The life of Sir Walter Scott affords an interesting illustration of strict obedience to the line of duty. His whole life seems to have been governed by that sense of obligation which caused him, when a young man, to enter a profession which he heartily disliked, out of affection for his father; and, later in life, to set himself to paying off the debt incurred by the publishing house of which he was a silent partner. His sense of duty was expressed in his declaration that, "If he lived and retained his health, no man should lose a penny by him."
Just what is meant by faithfulness to duty may be clearly seen in the following incident. During the famous _dark day_ of 1780, in Connecticut, candles were lighted in many houses, and domestic fowls went to their roosts. The people thought the day of judgment had come. The legislature was then in session in Hartford. The house of representatives adjourned. In the council, which corresponds to the modern senate, an adjournment was also proposed. Colonel Davenport objected, saying, "The day of judgment is either approaching, or it is not. If it is not, there is no cause for adjourning; if it is, I choose to be found doing my duty. I wish, therefore, that candles may be brought."

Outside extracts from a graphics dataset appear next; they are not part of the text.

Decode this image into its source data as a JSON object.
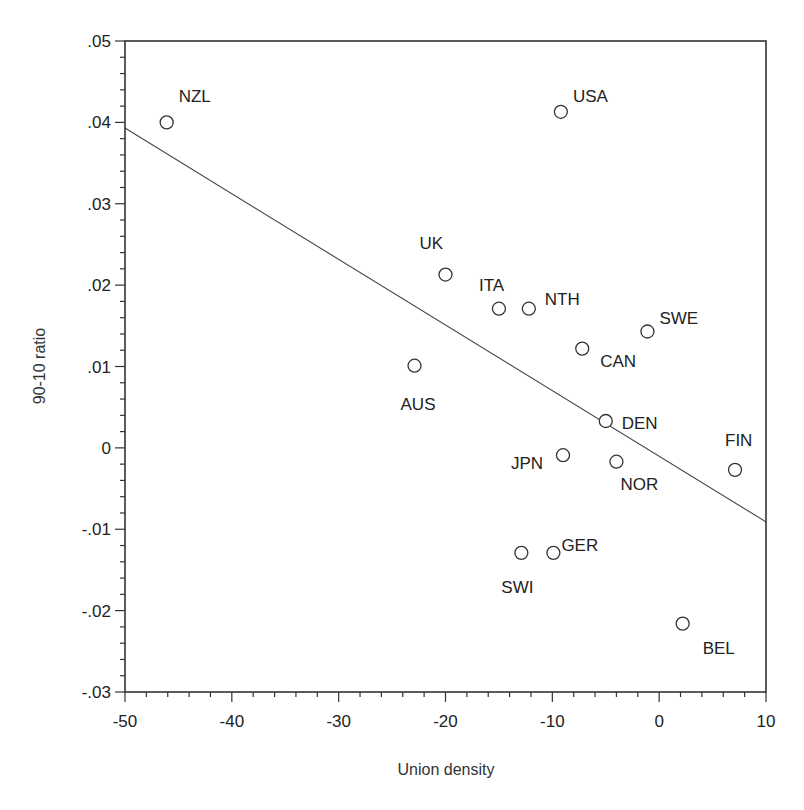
{
  "chart_data": {
    "type": "scatter",
    "title": "",
    "xlabel": "Union density",
    "ylabel": "90-10 ratio",
    "xlim": [
      -50,
      10
    ],
    "ylim": [
      -0.03,
      0.05
    ],
    "x_ticks": [
      -50,
      -40,
      -30,
      -20,
      -10,
      0,
      10
    ],
    "x_tick_labels": [
      "-50",
      "-40",
      "-30",
      "-20",
      "-10",
      "0",
      "10"
    ],
    "y_ticks": [
      0.05,
      0.04,
      0.03,
      0.02,
      0.01,
      0,
      -0.01,
      -0.02,
      -0.03
    ],
    "y_tick_labels": [
      ".05",
      ".04",
      ".03",
      ".02",
      ".01",
      "0",
      "-.01",
      "-.02",
      "-.03"
    ],
    "grid": false,
    "legend": null,
    "marker": "hollow-circle",
    "points": [
      {
        "label": "NZL",
        "x": -46.1,
        "y": 0.04,
        "lx": 12,
        "ly": -20
      },
      {
        "label": "USA",
        "x": -9.2,
        "y": 0.0413,
        "lx": 12,
        "ly": -10
      },
      {
        "label": "UK",
        "x": -20.0,
        "y": 0.0213,
        "lx": -26,
        "ly": -26
      },
      {
        "label": "ITA",
        "x": -15.0,
        "y": 0.0171,
        "lx": -20,
        "ly": -18
      },
      {
        "label": "NTH",
        "x": -12.2,
        "y": 0.0171,
        "lx": 16,
        "ly": -4
      },
      {
        "label": "SWE",
        "x": -1.1,
        "y": 0.0143,
        "lx": 12,
        "ly": -8
      },
      {
        "label": "CAN",
        "x": -7.2,
        "y": 0.0122,
        "lx": 18,
        "ly": 18
      },
      {
        "label": "AUS",
        "x": -22.9,
        "y": 0.0101,
        "lx": -14,
        "ly": 44
      },
      {
        "label": "DEN",
        "x": -5.0,
        "y": 0.0033,
        "lx": 16,
        "ly": 8
      },
      {
        "label": "JPN",
        "x": -9.0,
        "y": -0.0009,
        "lx": -52,
        "ly": 14
      },
      {
        "label": "NOR",
        "x": -4.0,
        "y": -0.0017,
        "lx": 4,
        "ly": 28
      },
      {
        "label": "FIN",
        "x": 7.1,
        "y": -0.0027,
        "lx": -10,
        "ly": -24
      },
      {
        "label": "SWI",
        "x": -12.9,
        "y": -0.0129,
        "lx": -20,
        "ly": 40
      },
      {
        "label": "GER",
        "x": -9.9,
        "y": -0.0129,
        "lx": 8,
        "ly": -2
      },
      {
        "label": "BEL",
        "x": 2.2,
        "y": -0.0216,
        "lx": 20,
        "ly": 30
      }
    ],
    "fit_line": {
      "x": [
        -50,
        10
      ],
      "y": [
        0.0393,
        -0.0091
      ]
    }
  },
  "colors": {
    "axis": "#333333",
    "marker": "#333333",
    "line": "#444444",
    "background": "#ffffff"
  }
}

Upon the world's great battlefields, this matter of faithfulness to duty has always been deemed of the first importance. Previous to the battle of Lutzen, in which eighty thousand Austrians were defeated by an army of thirty-six thousand Prussians, commanded by Frederick the Great, this monarch ordered all his officers to attend him, and thus addressed them: "To-morrow I intend giving the enemy battle; and, as it will decide who are to be the future masters of Silesia, I expect every one of you, in the strictest manner, to do his duty. If any one of you is a coward, let him step forward before he makes others as cowardly as himself,--let him step forward, I say, and he shall immediately receive his discharge without ceremony or reproach. I see there is none among you who does not possess true heroism, and will not display it in defense of his king, of his country, and of himself. I shall be in the front and in the rear; shall fly from wing to wing; no company will escape my notice; and whoever I then find doing his duty, upon him will I heap honor and favor."

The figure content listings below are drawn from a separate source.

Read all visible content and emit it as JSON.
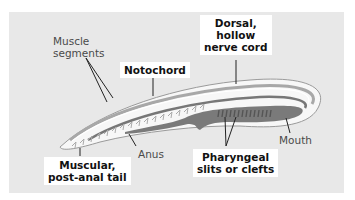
{
  "diagram": {
    "labels": {
      "muscle_segments": [
        "Muscle",
        "segments"
      ],
      "notochord": "Notochord",
      "dorsal_nerve_cord": [
        "Dorsal,",
        "hollow",
        "nerve cord"
      ],
      "mouth": "Mouth",
      "anus": "Anus",
      "pharyngeal_slits": [
        "Pharyngeal",
        "slits or clefts"
      ],
      "tail": [
        "Muscular,",
        "post-anal tail"
      ]
    },
    "colors": {
      "background": "#e8e8e8",
      "body": "#f7f7f7",
      "outline": "#9a9a9a",
      "gut": "#7a7a7a",
      "nerve_cord": "#7a7a7a",
      "label_box": "#ffffff"
    }
  }
}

Another great military commander was the Duke of Wellington. He once said to a friend: "There is little or nothing in this life worth living for; but we can all of us go straight forward and do our duty." Whether serving at home in his family, or serving his country on the field, his sense of duty was the one high and noble purpose that inspired him. He did not ask, Will this course win fame? Will this battle add to my earthly glory? But always, What is my duty? He did what duty commanded, and followed where it led. It was his firm adherence to what he thought was right, that brought down upon him the violence of a mob in the streets of London, assaulting his person and attacking his house, even while his wife lay dead therein. But the memory of few men is now more greatly honored; and his example is worthy of careful study and close imitation.
The foregoing facts show, far better than argument, both the nature and place of duty in the work of life. We see it in practical operation, always timely, honorable, and attractive. It cannot be discounted or even smirched. It stands out in bold relief, supported by a clear conscience and strong will. It demands recognition, and it always secures it.